Harassment against Mahienour El-Masry has not ceased. In August 2025, she was summoned for investigation in relation to 13 complaints filed by citizens between the 9th and 11th of that month. Neither she nor her defense team had access to these complaints, which included accusations of spreading false news. Notably, the Ministries of Interior and Justice responded with unusual سرعة, initiating investigations just two days after the complaints were filed. Mahienour was released on bail set at 50,000 Egyptian pounds, in what marks her fourth case since her arrest in 2019.
The Egyptian Initiative for Personal Rights (EIPR) is among the organizations that have faced sustained targeting. Its founding director, Hossam Bahgat, was subjected to a travel ban and asset freeze in 2016. In 2021, he was fined 10,000 Egyptian pounds on charges of insulting the electoral authority and spreading false news. In 2020, the organization’s executive director, Gasser Abdel-Razek, criminal justice director Karim Ennarah, and administrative director Mohamed Basheer were arrested on charges of spreading false news and joining a terrorist group, though they were later released.
However, their release did not end the pressure. They continue to face asset freezes and travel bans. Karim Ennarah was re-arrested after being stopped in the North Coast area and charged again with spreading false news, after refusing a security officer’s request to search his mobile phone. The officer reportedly followed him to a hospital he was visiting to see a friend and arrested him there. He was released in August 2025.
Bahgat himself was targeted again in January 2025, when he was summoned for investigation on terrorism-related charges and later released on bail of 20,000 Egyptian pounds.
Perhaps one of the most affected human rights defenders is Hoda Abdel Moneim. The lawyer, who had been appointed as a member of the National Council for Human Rights by former head of the Supreme Council of the Armed Forces Mohamed Hussein Tantawi, was arrested in 2018 and forcibly disappeared for 21 days before being brought in for investigation on charges of joining a terrorist group. She was later sentenced to five years in prison in the case known in the media as the “Egyptian Coordination for Rights and Freedoms” case.
On the final day of her sentence, she was unexpectedly “recycled” into a new case with the same charges while still in prison, before being rotated into a third case with identical accusations in November 2024. This occurred despite the serious deterioration of Hoda Abdel Moneim’s health in detention, a condition that should warrant her medical release rather than continued imprisonment.
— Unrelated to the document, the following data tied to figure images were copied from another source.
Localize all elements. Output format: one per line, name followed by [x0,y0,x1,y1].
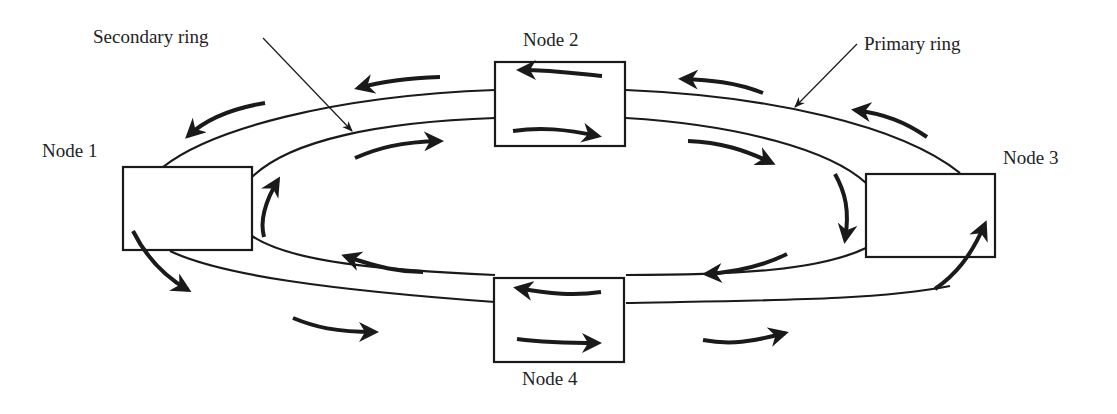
secondary-flow-arrows [262,129,847,294]
secondary-ring-leader-arrow [263,38,352,131]
primary-ring-leader-arrow [795,44,857,107]
flow-arrow-icon [262,180,278,237]
dual-ring-diagram: Secondary ring Primary ring Node 1 Node … [0,0,1117,414]
flow-arrow-icon [358,77,440,88]
secondary-ring-segment-n1-n2 [252,118,495,177]
node-3-label: Node 3 [1003,147,1058,168]
flow-arrow-icon [703,333,785,342]
flow-arrow-icon [355,141,440,158]
node-1-box[interactable] [123,167,252,250]
primary-ring-label: Primary ring [864,33,961,54]
flow-arrow-icon [835,174,847,240]
secondary-ring-segment-n3-n4 [626,248,866,275]
secondary-ring-label: Secondary ring [93,26,209,47]
secondary-ring-segment-n4-n1 [252,236,495,275]
node-2-label: Node 2 [523,29,578,50]
primary-ring-segment-n4-n1 [170,251,495,302]
flow-arrow-icon [855,110,927,137]
flow-arrow-icon [188,103,265,136]
primary-ring-segment-n2-n3 [626,90,960,173]
primary-ring-segment-n1-n2 [163,90,495,167]
primary-ring-segment-n3-n4 [626,286,950,303]
node-4-box[interactable] [494,278,624,362]
flow-arrow-icon [682,79,763,93]
node-1-label: Node 1 [42,140,97,161]
node-2-box[interactable] [495,62,625,146]
flow-arrow-icon [688,141,772,163]
flow-arrow-icon [293,318,375,332]
node-4-label: Node 4 [522,368,578,389]
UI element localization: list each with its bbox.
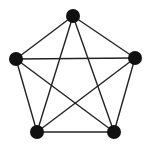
node-bottom-left [30, 125, 44, 139]
node-right [128, 51, 142, 65]
complete-graph-diagram [0, 0, 151, 146]
edge-left-right [16, 58, 135, 59]
node-left [9, 52, 23, 66]
node-top [66, 9, 80, 23]
node-bottom-right [107, 125, 121, 139]
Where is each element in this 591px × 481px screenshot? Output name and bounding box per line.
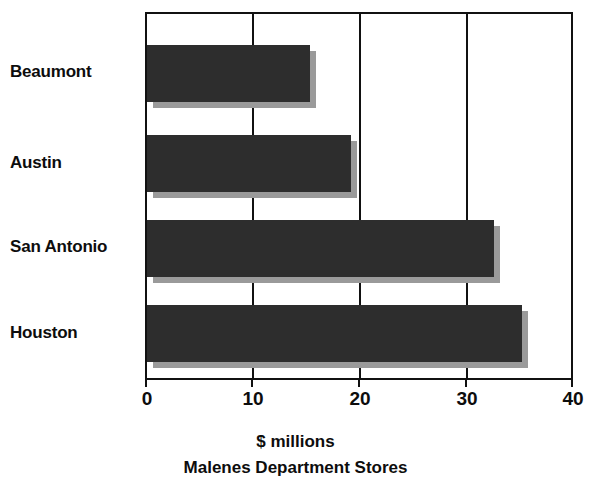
tick-label-0: 0 xyxy=(142,389,153,408)
bar-beaumont xyxy=(147,45,310,102)
bar-san-antonio xyxy=(147,220,494,277)
x-axis-title: $ millions xyxy=(0,432,591,452)
category-label-beaumont: Beaumont xyxy=(10,63,140,80)
tick-mark-0 xyxy=(145,380,147,387)
tick-label-40: 40 xyxy=(562,389,583,408)
category-label-austin: Austin xyxy=(10,154,140,171)
bar-houston xyxy=(147,305,522,362)
tick-label-10: 10 xyxy=(242,389,263,408)
category-label-san-antonio: San Antonio xyxy=(10,238,140,255)
tick-mark-30 xyxy=(465,380,467,387)
bar-austin xyxy=(147,135,351,192)
tick-mark-40 xyxy=(571,380,573,387)
bar-chart: Beaumont Austin San Antonio Houston 0 10… xyxy=(0,0,591,481)
tick-mark-10 xyxy=(251,380,253,387)
category-label-houston: Houston xyxy=(10,324,140,341)
plot-area xyxy=(145,12,573,380)
tick-label-20: 20 xyxy=(349,389,370,408)
chart-title: Malenes Department Stores xyxy=(0,458,591,478)
tick-label-30: 30 xyxy=(456,389,477,408)
tick-mark-20 xyxy=(358,380,360,387)
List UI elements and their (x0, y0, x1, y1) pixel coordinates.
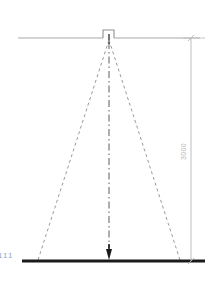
beam-edge-right-icon (109, 40, 180, 260)
center-arrowhead-icon (106, 249, 112, 260)
drawing-canvas: 3000 111 (0, 0, 222, 284)
floor-level-tag: 111 (0, 251, 14, 260)
dimension-height-value: 3000 (180, 143, 187, 160)
beam-edge-left-icon (38, 40, 109, 260)
elevation-drawing-svg (0, 0, 222, 284)
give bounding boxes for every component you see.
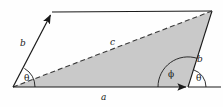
label-vector-a: a [101, 93, 106, 102]
label-vector-b-left: b [20, 39, 26, 48]
label-vector-c: c [110, 38, 115, 47]
diagram-canvas [0, 0, 223, 107]
label-angle-theta-left: θ [24, 74, 29, 83]
label-angle-phi: ϕ [168, 70, 174, 79]
label-angle-theta-right: θ [196, 74, 201, 83]
vector-diagram-figure: b b c a θ θ ϕ [0, 0, 223, 107]
label-vector-b-right: b [197, 55, 203, 64]
top-edge-line [52, 11, 212, 12]
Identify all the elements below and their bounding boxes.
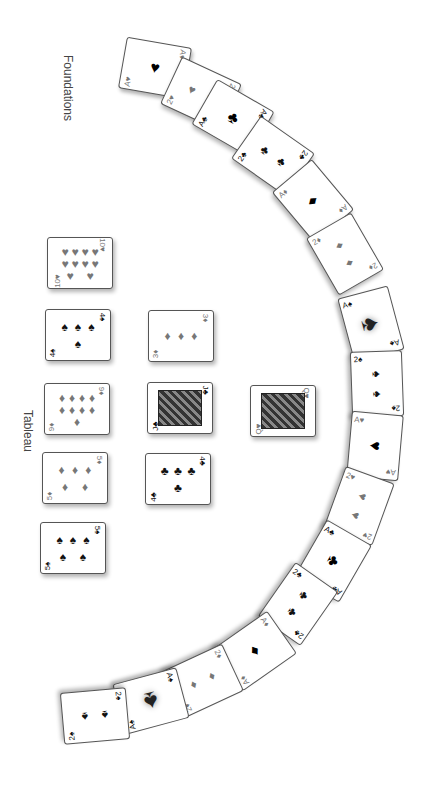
card-index: A♦ <box>277 188 289 200</box>
card-pips: ♠♠♠♠ <box>58 318 98 352</box>
suit-icon: ♣ <box>284 603 301 621</box>
suit-icon: ♦ <box>78 481 91 493</box>
suit-icon: ♥ <box>65 270 75 282</box>
card-index: A♥ <box>385 467 396 476</box>
suit-icon: ♥ <box>348 507 364 523</box>
suit-icon: ♠ <box>71 321 84 333</box>
suit-icon: ♠ <box>71 338 84 350</box>
card-pips: ♦♦♦ <box>161 319 201 353</box>
card-pips: ♦♦♦♦♦♦♦♦♦ <box>57 392 97 426</box>
suit-icon: ♣ <box>295 587 312 605</box>
card-index: 3♦ <box>152 350 160 359</box>
suit-icon: ♥ <box>183 82 200 98</box>
card-pips: ♥♥♥♥♥♥♥♥♥♥ <box>60 246 100 280</box>
face-card-art <box>158 390 202 426</box>
card-index: 4♣ <box>198 456 206 466</box>
card-index: 2♥ <box>362 530 373 541</box>
suit-icon: ♦ <box>55 464 68 476</box>
card-index: A♦ <box>336 202 348 214</box>
tableau-card[interactable]: Q♥Q♥ <box>250 385 316 437</box>
suit-icon: ♦ <box>342 254 359 271</box>
suit-icon: ♠ <box>371 387 383 401</box>
suit-icon: ♦ <box>246 641 263 660</box>
tableau-card[interactable]: 4♠4♠♠♠♠♠ <box>45 309 111 361</box>
suit-icon: ♦ <box>174 330 187 342</box>
card-pips: ♠♠ <box>74 697 117 734</box>
card-index: 9♦ <box>98 387 106 396</box>
card-index: A♣ <box>323 525 336 537</box>
suit-icon: ♥ <box>355 488 371 504</box>
suit-icon: ♦ <box>68 464 81 476</box>
card-index: A♥ <box>123 76 133 87</box>
suit-icon: ♦ <box>57 404 67 416</box>
tableau-card[interactable]: 3♦3♦♦♦♦ <box>148 310 214 362</box>
suit-icon: ♣ <box>171 465 184 477</box>
suit-icon: ♠ <box>98 709 112 722</box>
suit-icon: ♦ <box>161 330 174 342</box>
card-pips: ♦♦♦♦♦ <box>55 461 95 495</box>
card-index: 4♠ <box>49 349 57 358</box>
card-index: 9♦ <box>48 423 56 432</box>
tableau-label: Tableau <box>21 410 35 452</box>
suit-icon: ♣ <box>158 465 171 477</box>
tableau-card[interactable]: 4♣4♣♣♣♣♣ <box>145 453 211 505</box>
tableau-card[interactable]: 5♠5♠♠♠♠♠♠ <box>40 522 106 574</box>
suit-icon: ♦ <box>185 677 202 693</box>
suit-icon: ♦ <box>87 404 97 416</box>
card-index: 2♣ <box>293 628 306 640</box>
card-index: A♦ <box>259 616 271 628</box>
suit-icon: ♦ <box>82 464 95 476</box>
tableau-card[interactable]: J♣J♣ <box>147 382 213 434</box>
card-pips: ♦♦ <box>320 228 369 280</box>
suit-icon: ♣ <box>256 142 274 159</box>
card-index: A♠ <box>342 300 353 310</box>
card-index: A♥ <box>354 416 365 425</box>
suit-icon: ♣ <box>224 108 242 129</box>
card-index: 2♠ <box>68 731 77 740</box>
face-card-art <box>261 393 305 429</box>
suit-icon: ♣ <box>323 552 344 570</box>
suit-icon: ♠ <box>85 321 98 333</box>
card-pips: ♠♠♠♠♠ <box>53 531 93 565</box>
foundation-card[interactable]: 2♠2♠♠♠ <box>60 687 130 745</box>
card-index: 5♠ <box>44 562 52 571</box>
foundations-label: Foundations <box>61 55 75 121</box>
suit-icon: ♣ <box>185 465 198 477</box>
card-pips: ♥♥ <box>336 481 382 530</box>
suit-icon: ♦ <box>204 669 221 685</box>
suit-icon: ♥ <box>85 270 95 282</box>
suit-icon: ♣ <box>272 153 290 170</box>
suit-icon: ♠ <box>80 534 93 546</box>
suit-icon: ♠ <box>140 684 161 718</box>
card-index: 2♠ <box>114 691 123 700</box>
card-pips: ♣♣♣♣ <box>158 462 198 496</box>
suit-icon: ♦ <box>303 192 322 210</box>
card-index: 5♦ <box>46 492 54 501</box>
suit-icon: ♠ <box>354 313 388 334</box>
tableau-card[interactable]: 9♦9♦♦♦♦♦♦♦♦♦♦ <box>44 383 110 435</box>
tableau-card[interactable]: 5♦5♦♦♦♦♦♦ <box>42 452 108 504</box>
suit-icon: ♠ <box>58 321 71 333</box>
tableau-card[interactable]: 10♥10♥♥♥♥♥♥♥♥♥♥♥ <box>47 237 113 289</box>
suit-icon: ♠ <box>78 710 92 723</box>
suit-icon: ♠ <box>53 534 66 546</box>
card-pips: ♣♣ <box>247 131 299 182</box>
foundation-card[interactable]: 2♠2♠♠♠ <box>350 350 404 418</box>
card-index: A♠ <box>389 338 400 348</box>
card-index: 4♠ <box>99 313 107 322</box>
suit-icon: ♦ <box>188 330 201 342</box>
card-pips: ♣♣ <box>273 578 324 630</box>
suit-icon: ♥ <box>149 58 161 77</box>
card-pips: ♦♦ <box>178 657 229 705</box>
card-index: 5♠ <box>94 526 102 535</box>
suit-icon: ♠ <box>56 551 69 563</box>
card-pips: ♠♠ <box>359 363 394 404</box>
suit-icon: ♠ <box>370 367 382 381</box>
card-index: 4♣ <box>150 492 158 502</box>
card-index: A♣ <box>197 115 209 128</box>
suit-icon: ♣ <box>171 482 184 494</box>
suit-icon: ♠ <box>76 551 89 563</box>
suit-icon: ♥ <box>366 440 385 451</box>
suit-icon: ♦ <box>72 416 82 428</box>
suit-icon: ♠ <box>66 534 79 546</box>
Prior to 2013, 85 Egyptian human rights organizations faced restrictions after around 300 staff members were charged in what became known as the “foreign funding case” against civil society organizations in 2011. The case was widely seen as a form of punishment for the reports these organizations had issued before the January revolution. It included 15 foreign rights activists who were allowed to leave the country in 2012, while most Egyptian defendants remained under travel bans and asset freezes. The case was ultimately closed in January 2024 with a decision of “no grounds to proceed,” without any compensation for the defendants after 13 years of asset freezes.
Egypt may have launched its National Human Rights Strategy in 2021, but this does not mean that human rights defenders are protected from prosecution. Even routine work, such as defending a detainee or issuing a rights report, can place human rights defenders directly in the crosshairs of violations.